Girl on the Run: The Hunt for America’s Most Wanted Woman, a Hulu docuseries, follows one of Indiana’s most divisive criminal cases, that of Sarah Jo Pender, once labeled the “female Charles Manson” and given 110 years for a double murder she maintains she did not commit. More than 20 years after the murders of Andrew Cataldi and Tricia Nordman in Indianapolis, the case remains hotly contested, scarred by skepticism and doubts about the integrity of the conviction.
What makes Pender’s story not only so compelling but so troubling is the sweeping change of narrative: The narrative has drastically changed. That same prosecutor who described her as a manipulative mastermind now publicly acknowledges sorry. The evidence that convicted her is now said to be unreliable. As the docuseries traces the chronology, it exposes a case that has changed from a sensational murder trial to a more wide-ranging discussion about wrongful convictions and the justice system’s ability to correct itself.
Here is the complete timeline of Sarah Jo Pender's murder trial, as shown on Girl on the Run: The Hunt for America’s Most Wanted Woman

2000: The murders
On October 24, 2000, Andrew Cataldi and Tricia Nordman suffered a 12-gauge shotgun blast that ended both their lives, portrayed in Girl on the Run: The Hunt for America’s Most Wanted Woman. Pender’s then-boyfriend, Richard Hull, said he pulled the trigger. At trial, prosecutors contended that Pender had urged Hull to commit the murders amid a falling-out over drugs and money. She had bought the shotgun and assisted in disposing of the bodies.
Pender has always claimed she did not mastermind the murders. In a 2023 interview from Rockville Correctional Facility, she said:
"I think that it's important that the CIU pay attention to my case out of these 400 cases, because the evidence is overwhelming that I didn't do it. I've paid 22 years of my life, five of those in solitary confinement, I've paid my dues and I deserve to be let at home."
She admitted to buying the weapon but said Hull told her he intended to shoot in the country. When she comes home, she's gone to shoot, and when she turns around, it's a body. Scared, she helped dump the bodies.
2002: Conviction and sentencing
Then Deputy Prosecutor Larry Sells, the defense lawyer, said she was “a female Charles Manson” and that she had manipulated Hull into killing their roommates. Pender was found guilty and sentenced to 110 years, as shown in Girl on the Run: The Hunt for America’s Most Wanted Woman.
Years later, the prosecution’s case began to weaken. A handwritten “snitch list” of key witness Floyd Pennington, a convicted child molester, had leaked. The list consisted of people who are ready to testify against in exchange for deals. Although Pender’s name was not on it, Sells said it signaled Pennington’s readiness to fabricate testimony.
"I know of no credible evidence that Sarah Pender actually shot anyone. As a matter of fact, there is evidence she did not."
He admitted, as explored in Girl on the Run: The Hunt for America’s Most Wanted Woman,
"If I'd known the stuff that I know now, I mean, there's no way that I would have prosecuted her. I'm so sorry that she's been there, especially this long."
2008: Escape and solitary confinement
Pender got away from prison in 2008, a decision she later said was born out of desperation. After her capture, she spent five years in solitary confinement. In prison, she took advantage of educational and communal programs, and later received job offers and a graduate studies place contingent upon release.
2023: Sentence modification denied.
On 5th January 2023, Marion Superior Court Judge Kevin Snyder ruled against her petition for a reduction of sentence to time served. The one-page ruling did not give any reasoning, as shown in Girl on the Run: The Hunt for America’s Most Wanted Woman.
Victims’ family members remain firm. Steve Cataldi, one of the victim's family members, said,
"She's going to serve the rest of her life in prison. That's what she deserves."
Supporters were stunned. Former correctional officer Kelsey Kauffman said:
"I'm stunned. I'm amazed that the criminal justice system works in such a way that when the prosecutor says that someone is innocent, that doesn't carry an enormous amount of weight."
Pender’s father, Roland Pender, added:
"The Indiana justice system says once again, 'We never make a mistake.'"
As it turns back to the case, Girl on the Run: The Hunt for America’s Most Wanted Woman poses a haunting question for its viewers: was convicted murderer Sarah Jo Pender a calculating genius, or a woman who was falsely convicted in a miscarriage of justice, and the system did not want to reopen its findings?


__Task description__. Write out the entries verbatim and leave the images out of the copy.

Figure record listings

▼

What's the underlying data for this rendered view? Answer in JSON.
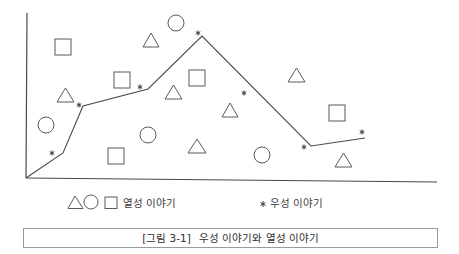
{
  "figure": {
    "caption": {
      "number": "[그림 3-1]",
      "title": "우성 이야기와 열성 이야기"
    },
    "legend": {
      "recessive": {
        "symbols": [
          "triangle",
          "circle",
          "square"
        ],
        "label": "열성 이야기"
      },
      "dominant": {
        "symbol": "asterisk",
        "label": "우성 이야기"
      }
    },
    "colors": {
      "background": "#ffffff",
      "axis": "#4a4a4a",
      "shape_stroke": "#5a5a5a",
      "caption_border": "#9a9a9a"
    },
    "axes": {
      "origin": [
        26,
        178
      ],
      "y_top": [
        27,
        13
      ],
      "x_end": [
        437,
        182
      ]
    },
    "dominant_story": {
      "line_points": [
        [
          26,
          178
        ],
        [
          63,
          153
        ],
        [
          83,
          106
        ],
        [
          148,
          89
        ],
        [
          202,
          36
        ],
        [
          311,
          146
        ],
        [
          365,
          138
        ]
      ],
      "markers": [
        [
          52,
          153
        ],
        [
          79,
          105
        ],
        [
          140,
          87
        ],
        [
          198,
          33
        ],
        [
          244,
          93
        ],
        [
          304,
          147
        ],
        [
          362,
          132
        ]
      ]
    },
    "recessive_stories": {
      "squares": [
        [
          55,
          39,
          16
        ],
        [
          114,
          72,
          16
        ],
        [
          189,
          70,
          16
        ],
        [
          108,
          148,
          16
        ],
        [
          329,
          105,
          16
        ]
      ],
      "circles": [
        [
          176,
          23,
          8
        ],
        [
          46,
          125,
          8
        ],
        [
          148,
          135,
          8
        ],
        [
          262,
          155,
          8
        ]
      ],
      "triangles": [
        [
          143,
          33,
          159,
          47
        ],
        [
          57,
          88,
          74,
          102
        ],
        [
          165,
          85,
          182,
          99
        ],
        [
          222,
          103,
          238,
          117
        ],
        [
          288,
          68,
          305,
          82
        ],
        [
          188,
          139,
          206,
          153
        ],
        [
          335,
          153,
          352,
          167
        ]
      ]
    }
  }
}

▲

__Completed exercise__.
What's the underlying data for this rendered view? Answer in JSON.
{
  "figure": {
    "caption": {
      "number": "[그림 3-1]",
      "title": "우성 이야기와 열성 이야기"
    },
    "legend": {
      "recessive": {
        "symbols": [
          "triangle",
          "circle",
          "square"
        ],
        "label": "열성 이야기"
      },
      "dominant": {
        "symbol": "asterisk",
        "label": "우성 이야기"
      }
    },
    "colors": {
      "background": "#ffffff",
      "axis": "#4a4a4a",
      "shape_stroke": "#5a5a5a",
      "caption_border": "#9a9a9a"
    },
    "axes": {
      "origin": [
        26,
        178
      ],
      "y_top": [
        27,
        13
      ],
      "x_end": [
        437,
        182
      ]
    },
    "dominant_story": {
      "line_points": [
        [
          26,
          178
        ],
        [
          63,
          153
        ],
        [
          83,
          106
        ],
        [
          148,
          89
        ],
        [
          202,
          36
        ],
        [
          311,
          146
        ],
        [
          365,
          138
        ]
      ],
      "markers": [
        [
          52,
          153
        ],
        [
          79,
          105
        ],
        [
          140,
          87
        ],
        [
          198,
          33
        ],
        [
          244,
          93
        ],
        [
          304,
          147
        ],
        [
          362,
          132
        ]
      ]
    },
    "recessive_stories": {
      "squares": [
        [
          55,
          39,
          16
        ],
        [
          114,
          72,
          16
        ],
        [
          189,
          70,
          16
        ],
        [
          108,
          148,
          16
        ],
        [
          329,
          105,
          16
        ]
      ],
      "circles": [
        [
          176,
          23,
          8
        ],
        [
          46,
          125,
          8
        ],
        [
          148,
          135,
          8
        ],
        [
          262,
          155,
          8
        ]
      ],
      "triangles": [
        [
          143,
          33,
          159,
          47
        ],
        [
          57,
          88,
          74,
          102
        ],
        [
          165,
          85,
          182,
          99
        ],
        [
          222,
          103,
          238,
          117
        ],
        [
          288,
          68,
          305,
          82
        ],
        [
          188,
          139,
          206,
          153
        ],
        [
          335,
          153,
          352,
          167
        ]
      ]
    }
  }
}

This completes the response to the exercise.